Magma or lava-made rocks, known as igneous rocks, are common across the world. But carbonites like these are few and far between.
“Carbonatites are rare igneous rocks known to host major global deposits of critical metals such as niobium and rare earth elements,” added study co-author and geologist Chris Kirkland. “But determining when and how they formed has historically been difficult due to their complex geological histories.”

To unlock their stories, the team used high-resolution imaging to reconstruct over 500 million years of geological events that the rocks experienced. With this approach, the team pinpointed that the carbonatites formed 830 and 820 million years ago. The imaging and isotope analysis also helped the team separate when the rocks went through more subtle changes versus the more dramatic events, such as when Rodina was tearing apart and magma shot up to the Earth’s surface.
These carbonatites also contain one of the world’s oldest deposits of an important metal called niobium. Nobium is a silvery metal that is highly resistant to both heat and corrosion. As such, it is useful for producing high-strength steel and clean energy technologies.

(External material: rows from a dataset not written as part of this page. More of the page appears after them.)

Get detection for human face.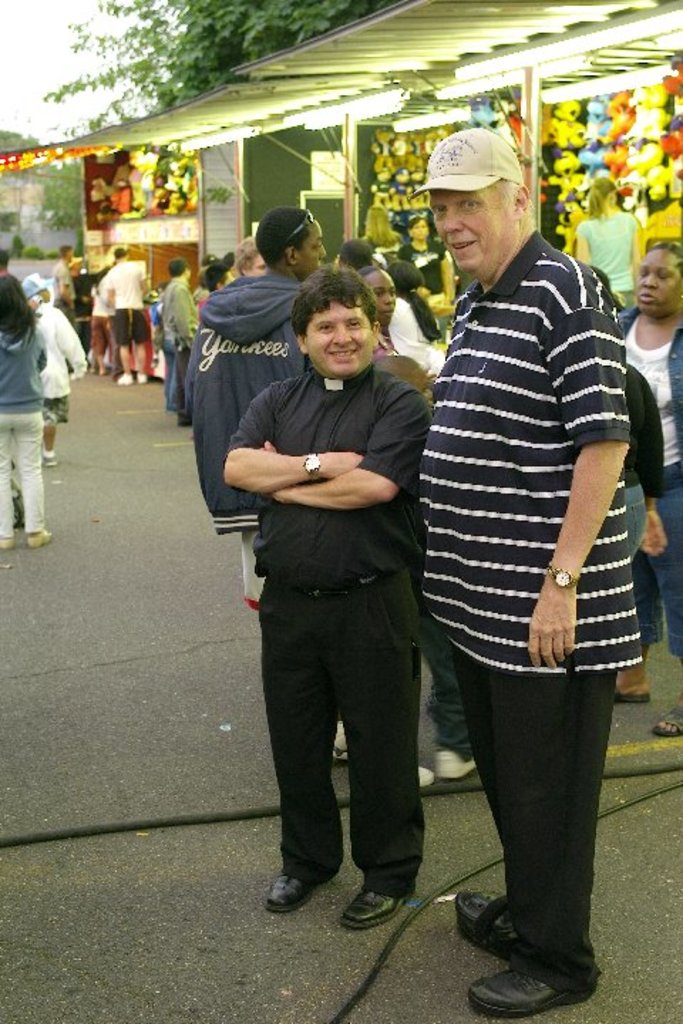
Detection: rect(407, 210, 434, 245).
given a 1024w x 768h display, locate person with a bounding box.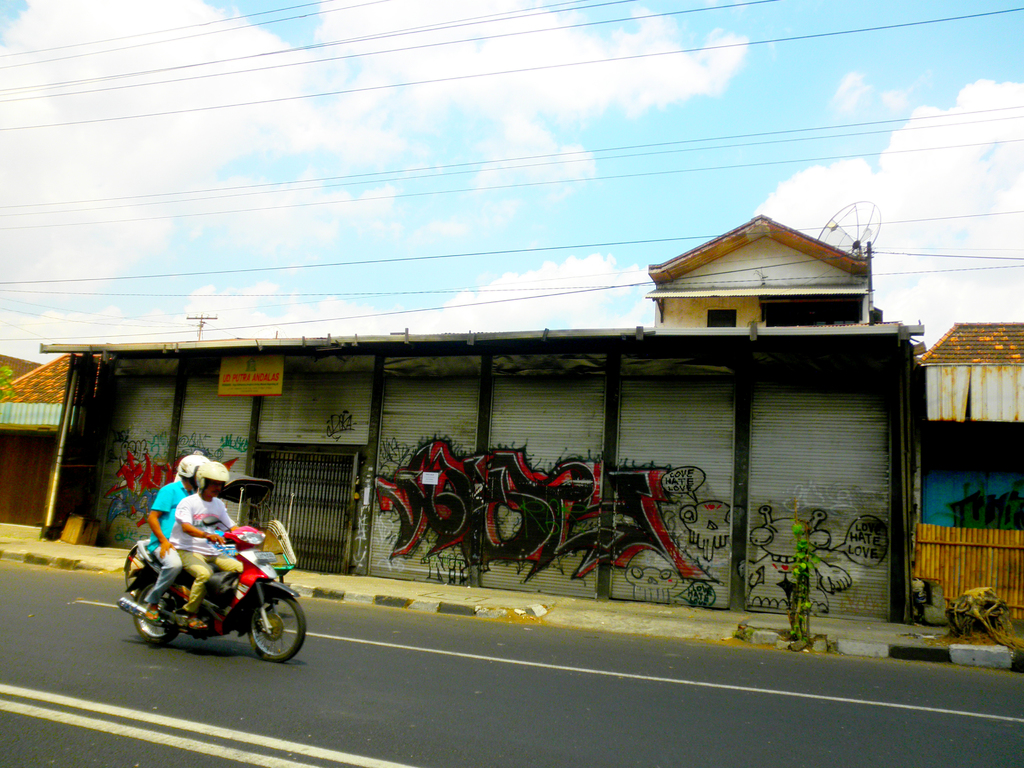
Located: rect(140, 452, 209, 610).
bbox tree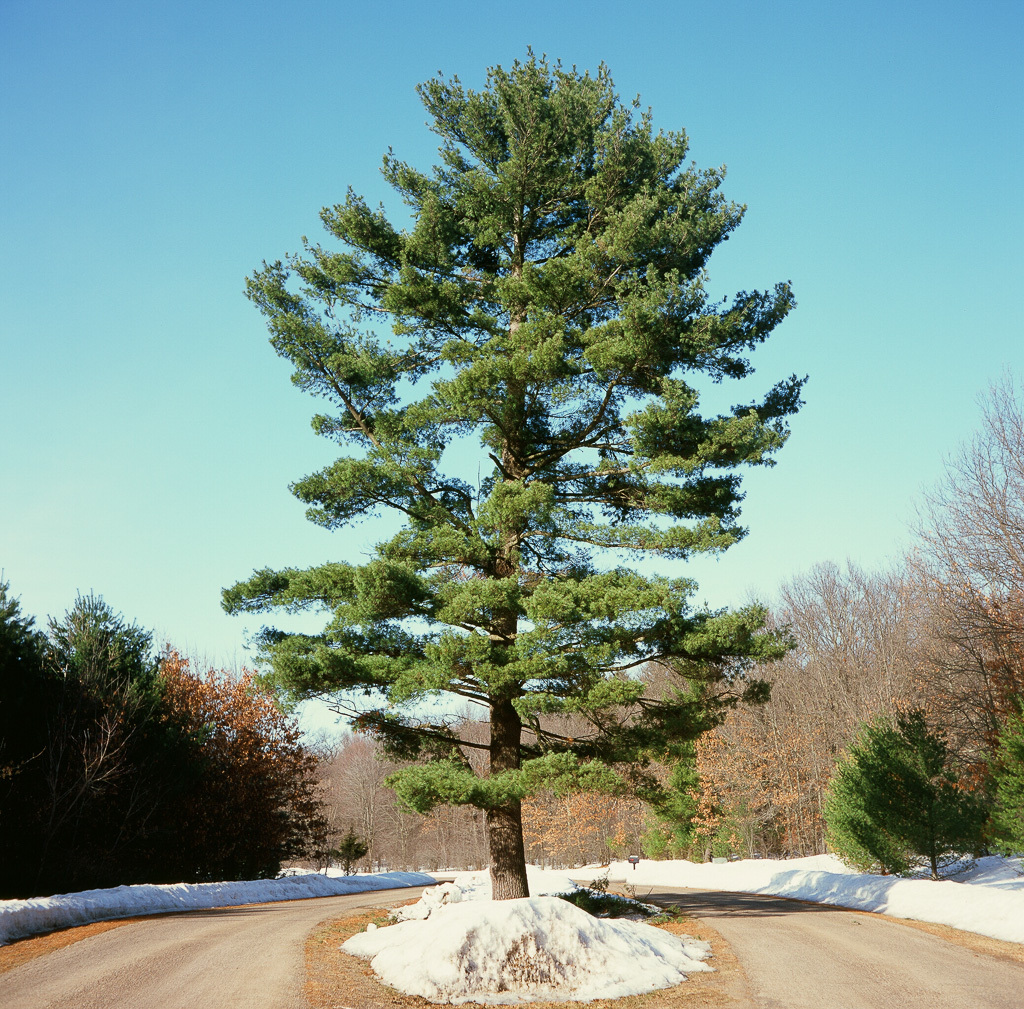
<region>792, 576, 870, 838</region>
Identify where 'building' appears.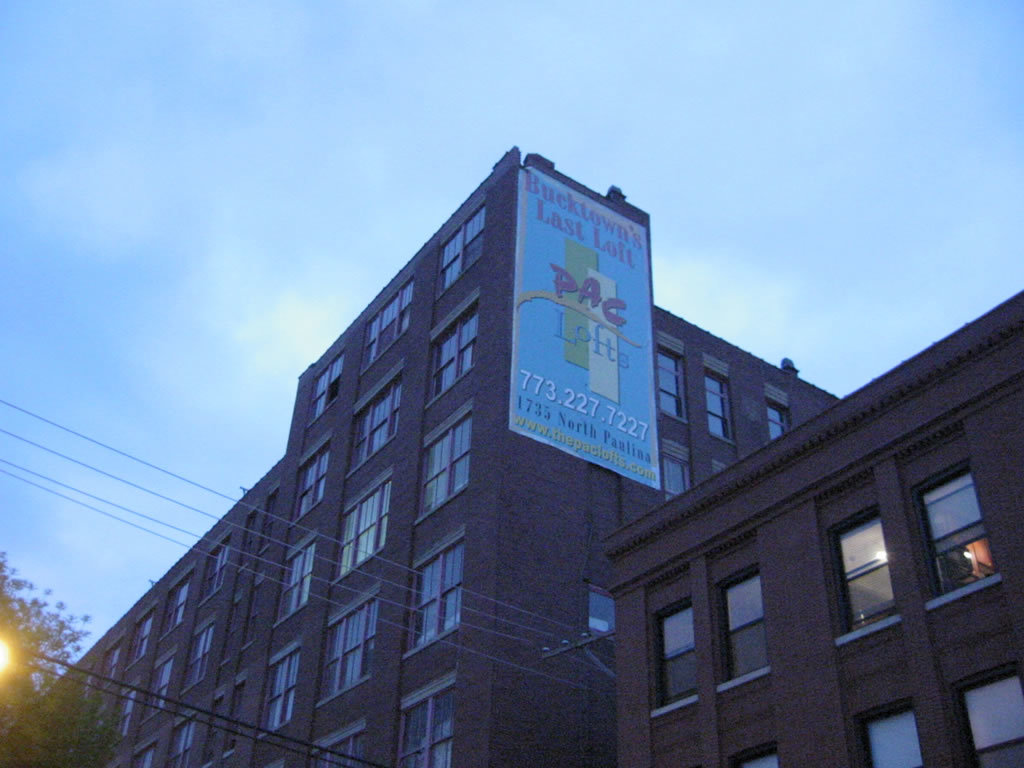
Appears at (606,291,1023,767).
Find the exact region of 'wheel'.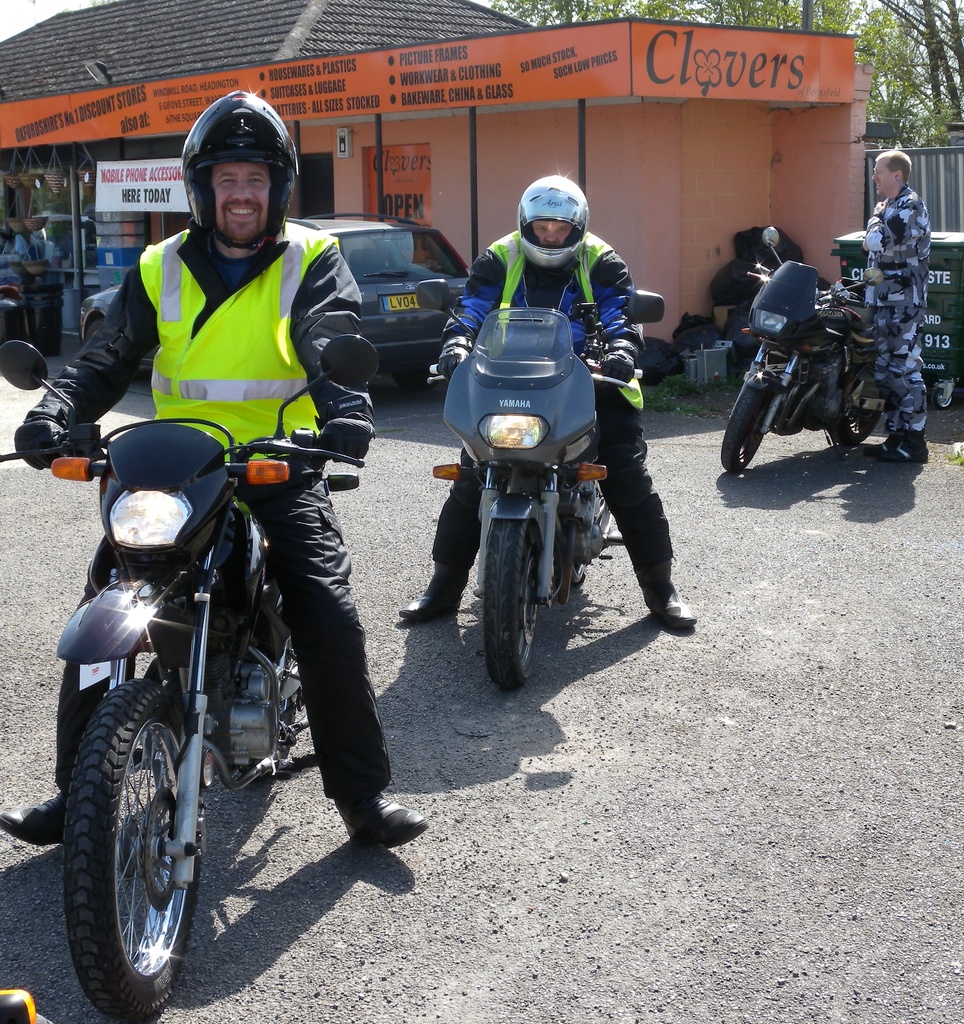
Exact region: select_region(62, 684, 209, 1016).
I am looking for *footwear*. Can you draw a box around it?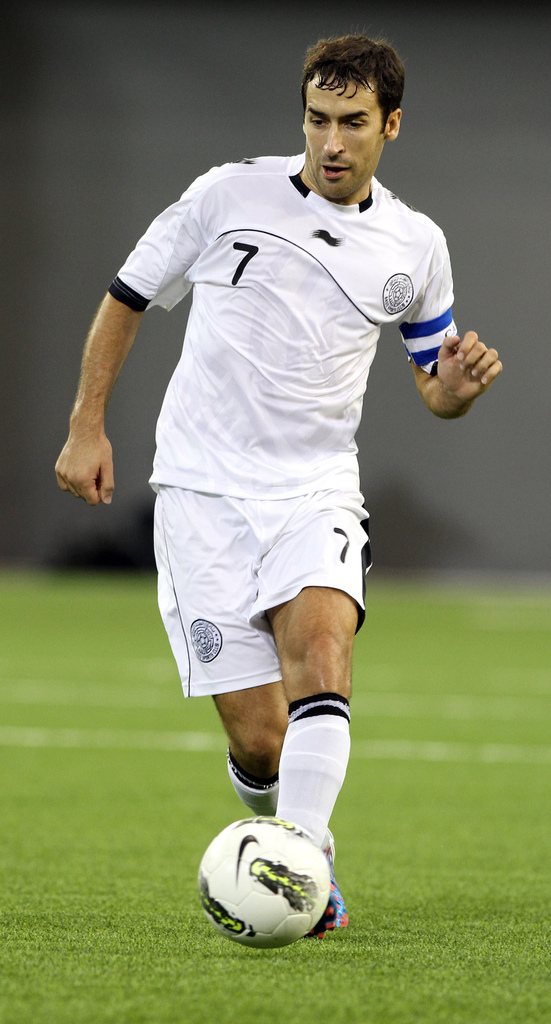
Sure, the bounding box is box=[319, 828, 338, 874].
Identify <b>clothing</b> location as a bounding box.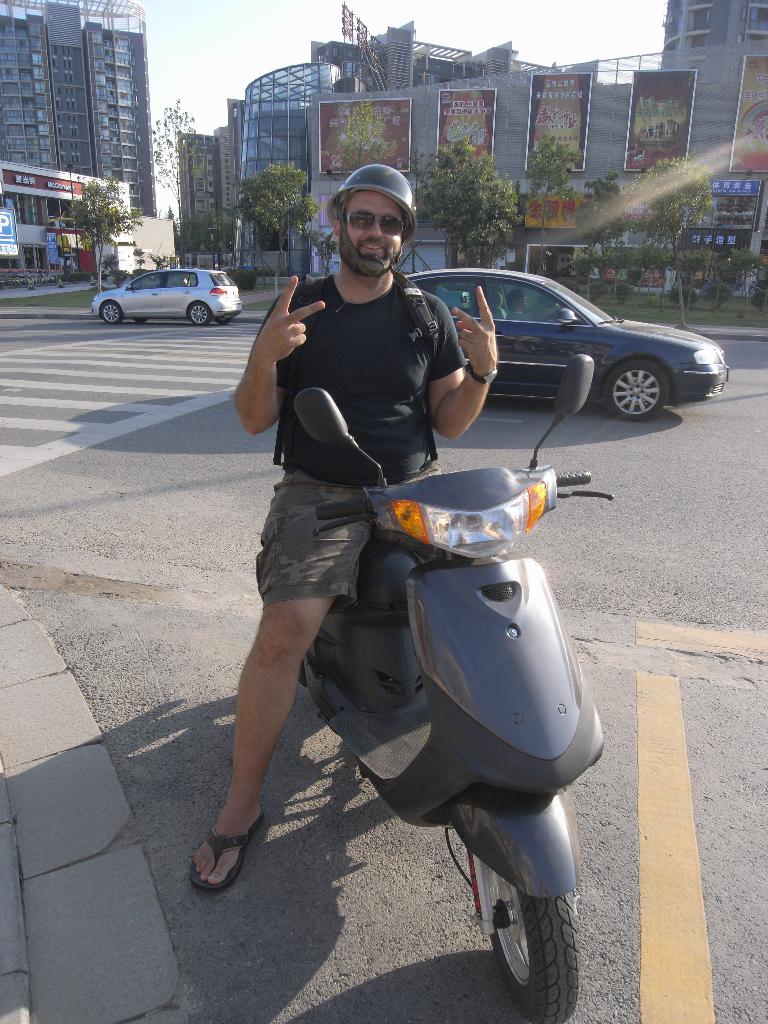
bbox=[253, 199, 497, 609].
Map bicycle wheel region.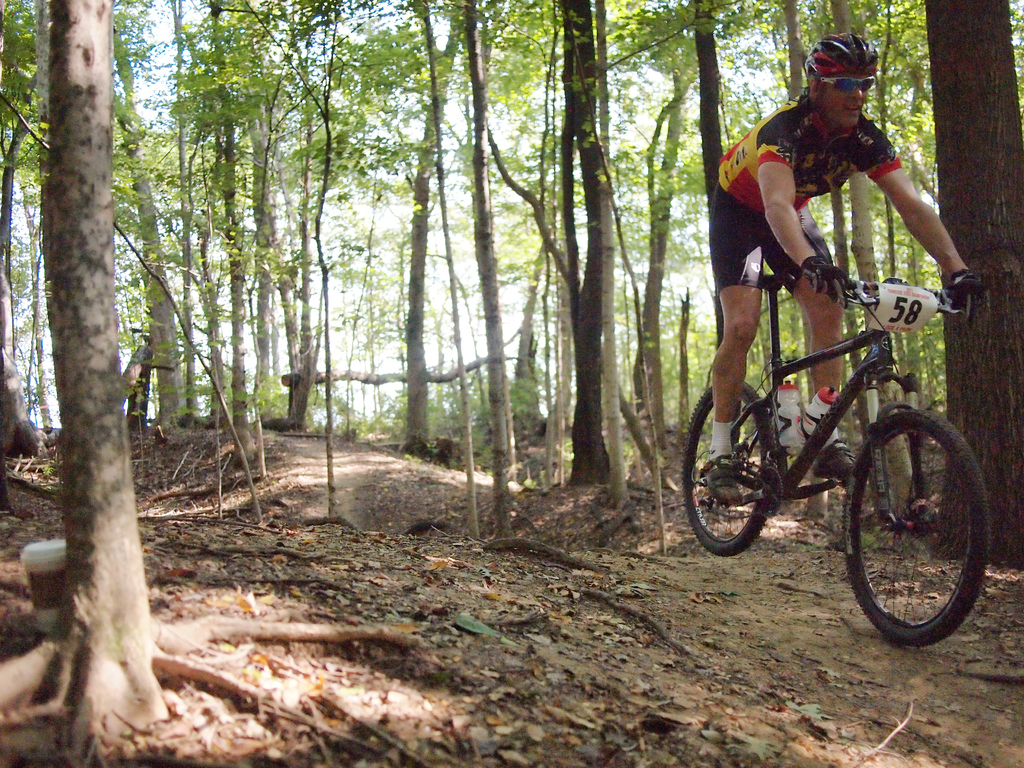
Mapped to x1=684 y1=373 x2=778 y2=557.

“These carbonatites are unlike anything previously known in the region and contain important concentrations of niobium, a strategic metal used to make lighter, stronger steel for aircraft, pipelines, and EVs, and a key component in some next-generation battery and superconducting technologies,” said Dröllner.
The team’s research sheds new light on how these rare, metal-rich magmas can reach Earth’s surface. Even though this carbonatite deposit is billions of years old, it could still play a role in protecting our planet’s future for hundreds of years to come.